* **Instructions for the task**:
An exact restatement of all the data is required, with the pictures left out.

[Measuring device reading data]
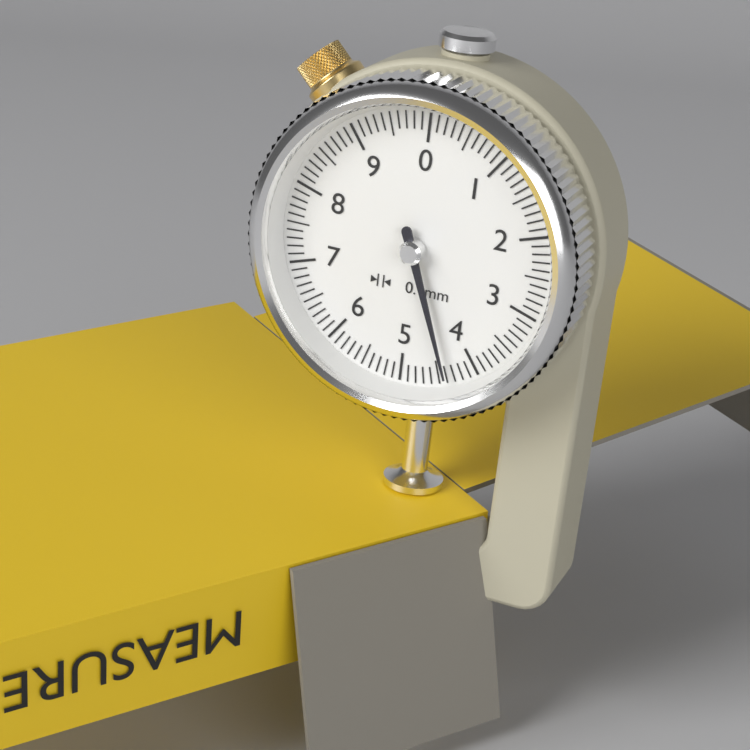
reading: 4.4 mm
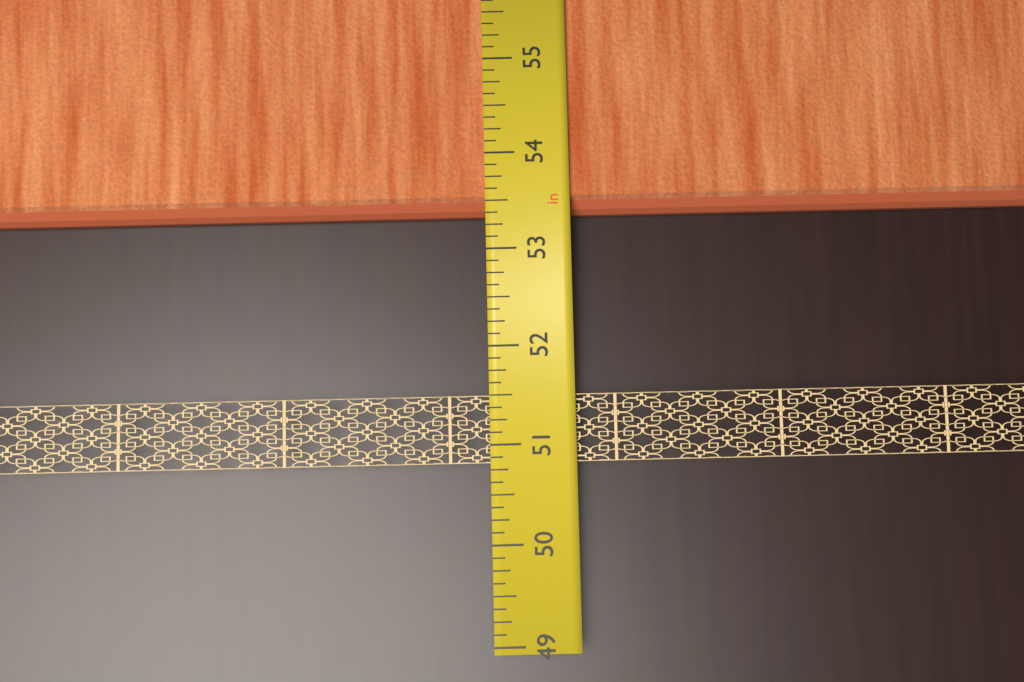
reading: 53.375 in
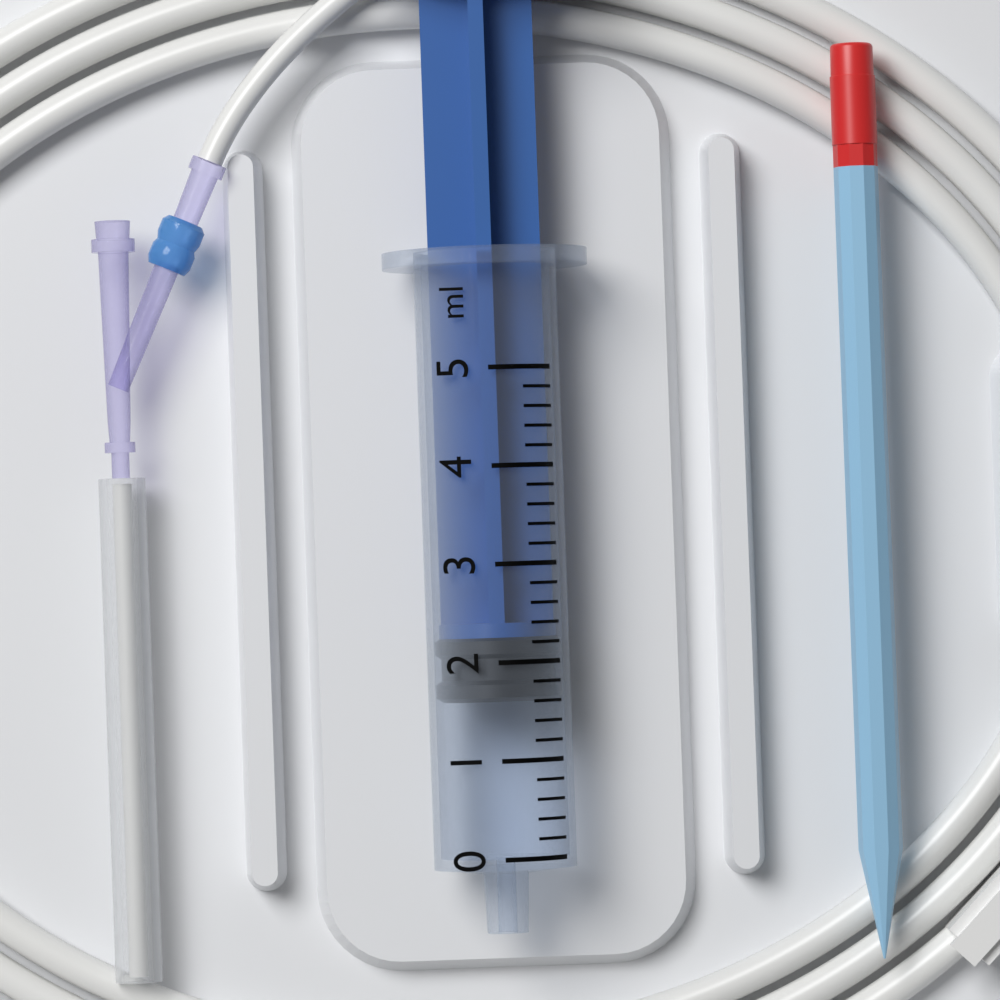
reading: 1.6 ml
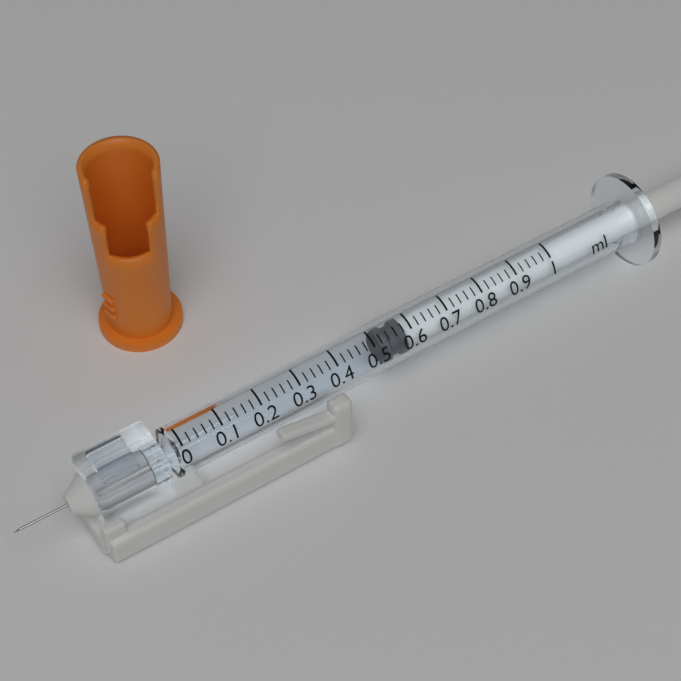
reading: 0.52 ml
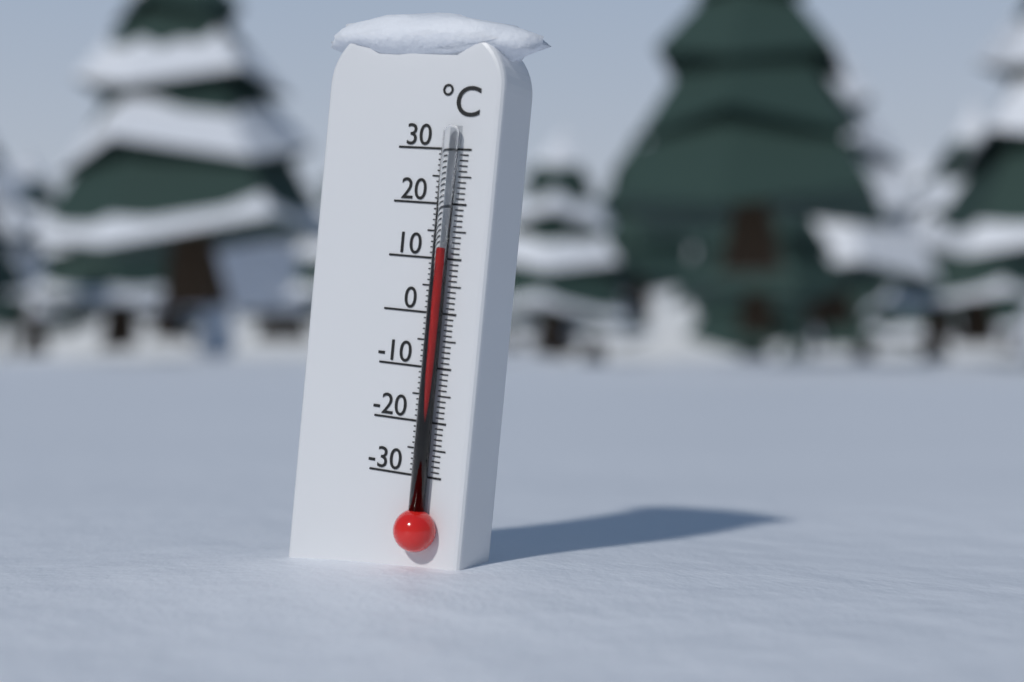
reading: 12 °C
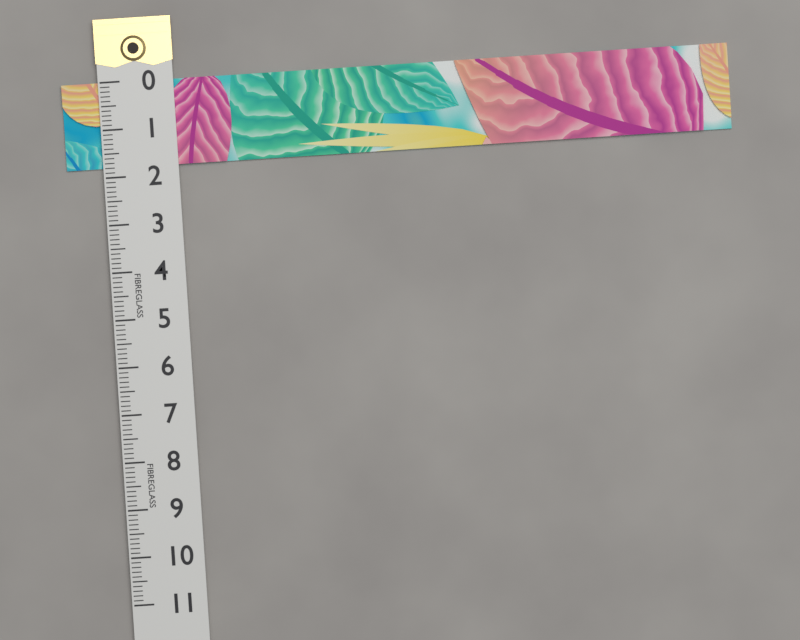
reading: 1.8 (no unit)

* **Solution to the problem**:
reading: 4.4 mm
reading: 53.375 in
reading: 1.6 ml
reading: 0.52 ml
reading: 12 °C
reading: 1.8 (no unit)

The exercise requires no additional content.